Maidstone and Tunbridge Wells NHS Trust expands care co-ordination centre

Published: 13-Jul-2022

MTW and Kent Community Health NHS Foundation Trust implement the region’s first integrated care co-ordination centre, strengthening collaboration between acute and community care


Maidstone and Tunbridge Wells NHS Trust (MTW) is expanding its capacity to care in collaboration with Kent Community Health NHS Foundation Trust (KCHFT).

The trust and TeleTracking Technologies have announced the expansion of MTW’s patient flow platform into KCHFT’s four community hospitals.

This is one of the UK’s first examples of shared operational decision making and strategic capacity planning across a region, and a move to integrated care delivery.

On 24 November 2020, MTW went live with the first phase of its centralised, holistic approach to capacity management, implementing a care co-ordination centre powered by TeleTracking’s integrated healthcare operations platform.

The software provides real-time visibility of the bed status - occupied; pending discharge; clean status; ready to be allocated; and allocated across its two sites, Maidstone Hospital and Tunbridge Wells Hospital.

With real-time visibility of available beds, MTW has significantly improved capacity management, better supporting staff with workflows and delivering operational improvements across the 712-bed organisation.

The trust has also increased the number of elective procedures performed each day, reduced patient transfer times by 26%, and given nurses and ward staff more time back to focus on patient care.

More recently, MTW and KCHFT recognised that the ability to manage patient flow more effectively, was a model that could easily be extended into Kent’s 80 beds across its community hospitals.

“Working with our MTW colleagues we can help manage the patient journey from an acute hospital to our community hospitals, helping them to receive the right care at the right time with the ultimate goal to be able to discharge them safely back to their own homes

By adding further capacity and improving operational efficiency across the integrated health system, the trusts are able to increase the number of timely discharges and reduce patients’ length of stay.

Nick Sinclair, director of central operations at MTW, said: “The expansion of TeleTracking into our community hospitals will provide numerous benefits to patients and the broader healthcare system in Kent.

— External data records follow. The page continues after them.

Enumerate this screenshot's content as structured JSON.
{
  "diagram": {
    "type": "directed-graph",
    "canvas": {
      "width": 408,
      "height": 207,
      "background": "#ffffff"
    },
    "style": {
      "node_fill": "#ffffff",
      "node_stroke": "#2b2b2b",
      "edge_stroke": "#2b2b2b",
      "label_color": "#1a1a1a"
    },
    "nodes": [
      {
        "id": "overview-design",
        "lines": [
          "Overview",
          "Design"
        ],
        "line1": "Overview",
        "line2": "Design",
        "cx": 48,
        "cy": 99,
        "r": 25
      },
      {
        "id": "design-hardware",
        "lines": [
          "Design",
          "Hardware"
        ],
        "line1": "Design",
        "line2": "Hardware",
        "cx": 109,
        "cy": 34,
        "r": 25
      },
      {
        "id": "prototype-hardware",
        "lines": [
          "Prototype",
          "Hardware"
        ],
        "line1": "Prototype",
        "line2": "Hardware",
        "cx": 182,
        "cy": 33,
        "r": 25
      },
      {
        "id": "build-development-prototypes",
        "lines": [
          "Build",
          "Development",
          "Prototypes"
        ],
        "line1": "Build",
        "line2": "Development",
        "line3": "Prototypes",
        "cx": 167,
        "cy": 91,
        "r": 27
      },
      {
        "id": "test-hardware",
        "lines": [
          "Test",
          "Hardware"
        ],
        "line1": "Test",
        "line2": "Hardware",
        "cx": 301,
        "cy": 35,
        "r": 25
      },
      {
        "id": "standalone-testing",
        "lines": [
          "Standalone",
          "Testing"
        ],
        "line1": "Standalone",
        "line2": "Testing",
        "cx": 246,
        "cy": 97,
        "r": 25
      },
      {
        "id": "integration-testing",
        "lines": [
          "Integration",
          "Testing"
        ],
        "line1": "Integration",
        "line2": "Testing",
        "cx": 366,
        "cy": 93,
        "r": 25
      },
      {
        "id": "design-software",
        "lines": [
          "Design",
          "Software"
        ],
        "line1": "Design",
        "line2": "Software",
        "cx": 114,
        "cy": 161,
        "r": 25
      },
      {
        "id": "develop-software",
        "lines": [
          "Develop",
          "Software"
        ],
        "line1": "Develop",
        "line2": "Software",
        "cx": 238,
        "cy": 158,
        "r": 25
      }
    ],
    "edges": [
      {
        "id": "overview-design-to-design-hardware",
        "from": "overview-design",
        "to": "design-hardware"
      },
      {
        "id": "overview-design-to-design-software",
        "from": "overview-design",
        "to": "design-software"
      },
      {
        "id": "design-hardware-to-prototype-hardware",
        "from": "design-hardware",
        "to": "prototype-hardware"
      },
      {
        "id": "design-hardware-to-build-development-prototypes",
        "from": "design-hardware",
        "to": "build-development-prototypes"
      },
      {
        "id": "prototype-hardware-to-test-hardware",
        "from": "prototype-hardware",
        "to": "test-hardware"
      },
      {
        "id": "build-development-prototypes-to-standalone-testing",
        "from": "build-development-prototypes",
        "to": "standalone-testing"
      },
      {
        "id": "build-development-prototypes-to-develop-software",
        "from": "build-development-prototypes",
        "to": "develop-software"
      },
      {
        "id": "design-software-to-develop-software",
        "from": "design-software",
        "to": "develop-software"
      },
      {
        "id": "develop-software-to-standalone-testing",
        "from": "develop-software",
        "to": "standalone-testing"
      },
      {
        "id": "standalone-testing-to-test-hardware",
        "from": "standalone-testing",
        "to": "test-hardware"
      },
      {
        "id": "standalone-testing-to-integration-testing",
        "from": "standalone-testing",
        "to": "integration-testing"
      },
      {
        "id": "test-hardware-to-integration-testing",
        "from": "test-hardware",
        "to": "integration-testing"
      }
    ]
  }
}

“Both MTW and Kent Community Health NHS Foundation Trust now work from a single source of truth across the system in real time, meaning we can enable closer collaboration and system-wide working to minimise discharge delays and reduce patients’ length of stay in the acute setting, while better supporting our staff and providing patients with a seamless transition into community care.”

In addition to providing real-time visibility of beds across the two acute and four community hospitals, the technology platform allows colleagues to analyse operations using predictive models to anticipate downstream demand, co-ordinate patient placement, and adjust resources to changing circumstances in real-time.

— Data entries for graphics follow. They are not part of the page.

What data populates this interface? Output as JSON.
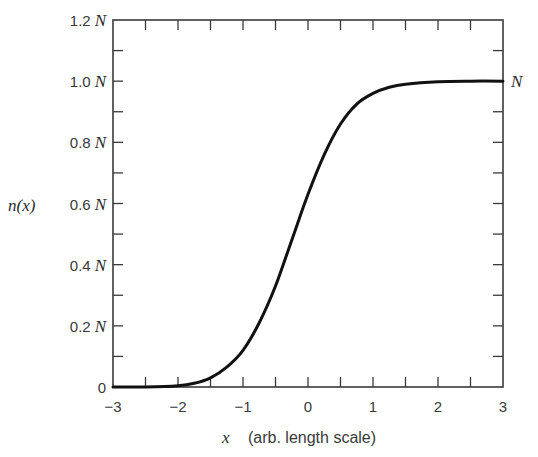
{
  "chart_data": {
    "type": "line",
    "title": "",
    "xlabel_var": "x",
    "xlabel_text": "(arb. length scale)",
    "ylabel": "n(x)",
    "right_label": "N",
    "xlim": [
      -3,
      3
    ],
    "ylim": [
      0,
      1.2
    ],
    "grid": false,
    "legend": null,
    "x_ticks": [
      -3,
      -2,
      -1,
      0,
      1,
      2,
      3
    ],
    "x_tick_labels": [
      "−3",
      "−2",
      "−1",
      "0",
      "1",
      "2",
      "3"
    ],
    "x_minor_step": 0.5,
    "y_ticks": [
      0,
      0.2,
      0.4,
      0.6,
      0.8,
      1.0,
      1.2
    ],
    "y_tick_labels": [
      {
        "num": "0",
        "unit": ""
      },
      {
        "num": "0.2",
        "unit": "N"
      },
      {
        "num": "0.4",
        "unit": "N"
      },
      {
        "num": "0.6",
        "unit": "N"
      },
      {
        "num": "0.8",
        "unit": "N"
      },
      {
        "num": "1.0",
        "unit": "N"
      },
      {
        "num": "1.2",
        "unit": "N"
      }
    ],
    "y_minor_step": 0.1,
    "series": [
      {
        "name": "n(x)",
        "color": "#111111",
        "x": [
          -3.0,
          -2.5,
          -2.0,
          -1.75,
          -1.5,
          -1.25,
          -1.0,
          -0.75,
          -0.5,
          -0.25,
          0.0,
          0.25,
          0.5,
          0.75,
          1.0,
          1.25,
          1.5,
          2.0,
          2.5,
          3.0
        ],
        "values": [
          0.0,
          0.0,
          0.004,
          0.012,
          0.03,
          0.065,
          0.12,
          0.21,
          0.33,
          0.48,
          0.63,
          0.76,
          0.86,
          0.925,
          0.96,
          0.98,
          0.99,
          0.998,
          1.0,
          1.0
        ]
      }
    ]
  }
}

The vision and the commitment that all stakeholders at a system level have demonstrated is both pioneering and inspirational as the NHS strategically looks to deliver Integrated Care Systems

Clare Thomas, community services director at KCHFT, added: “Working with our MTW colleagues we can help manage the patient journey from an acute hospital to our community hospitals, helping them to receive the right care at the right time with the ultimate goal to be able to discharge them safely back to their own homes.

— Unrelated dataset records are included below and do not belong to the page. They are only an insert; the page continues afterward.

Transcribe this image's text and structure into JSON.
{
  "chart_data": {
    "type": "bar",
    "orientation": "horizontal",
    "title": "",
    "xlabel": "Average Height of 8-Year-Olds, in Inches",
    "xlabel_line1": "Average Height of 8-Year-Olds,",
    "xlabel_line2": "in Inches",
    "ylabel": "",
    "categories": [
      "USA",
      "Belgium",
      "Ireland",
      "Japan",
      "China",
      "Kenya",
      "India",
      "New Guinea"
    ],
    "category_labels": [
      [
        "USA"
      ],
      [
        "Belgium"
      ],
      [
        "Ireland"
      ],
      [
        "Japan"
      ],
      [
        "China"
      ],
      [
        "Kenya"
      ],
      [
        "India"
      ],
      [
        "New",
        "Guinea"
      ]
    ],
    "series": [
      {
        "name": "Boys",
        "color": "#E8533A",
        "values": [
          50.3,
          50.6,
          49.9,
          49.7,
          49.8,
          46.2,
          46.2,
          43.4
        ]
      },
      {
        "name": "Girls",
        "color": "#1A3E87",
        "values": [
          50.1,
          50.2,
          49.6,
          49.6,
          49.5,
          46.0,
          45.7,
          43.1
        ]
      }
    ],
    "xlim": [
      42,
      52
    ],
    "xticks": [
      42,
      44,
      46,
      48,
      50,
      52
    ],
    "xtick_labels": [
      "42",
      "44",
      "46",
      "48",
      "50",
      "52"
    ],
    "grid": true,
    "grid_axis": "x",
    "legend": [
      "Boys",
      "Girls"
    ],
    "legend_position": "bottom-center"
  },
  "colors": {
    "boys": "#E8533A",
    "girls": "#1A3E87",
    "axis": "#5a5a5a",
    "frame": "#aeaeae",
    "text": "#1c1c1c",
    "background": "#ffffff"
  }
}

“This is an important step to working in a more-integrated way across the county, improving the patient experience and allowing us to help more people in our community who need our services in a timely way.”

And Neil Griffiths, managing director of TeleTracking International, said: “MTW’s care co-ordination centre already represents an integrated and sophisticated approach to operational excellence and capacity management, moving away from traditional and manual siloed point solutions. The expansion of this methodology into Kent’s community hospitals is a testament to the leadership at MTW and KCHFT and the power of operational solutions to unlock capacity and improve patient flow across an entire health system.

“The vision and the commitment that all stakeholders at a system level have demonstrated is both pioneering and inspirational as the NHS strategically looks to deliver Integrated Care Systems.”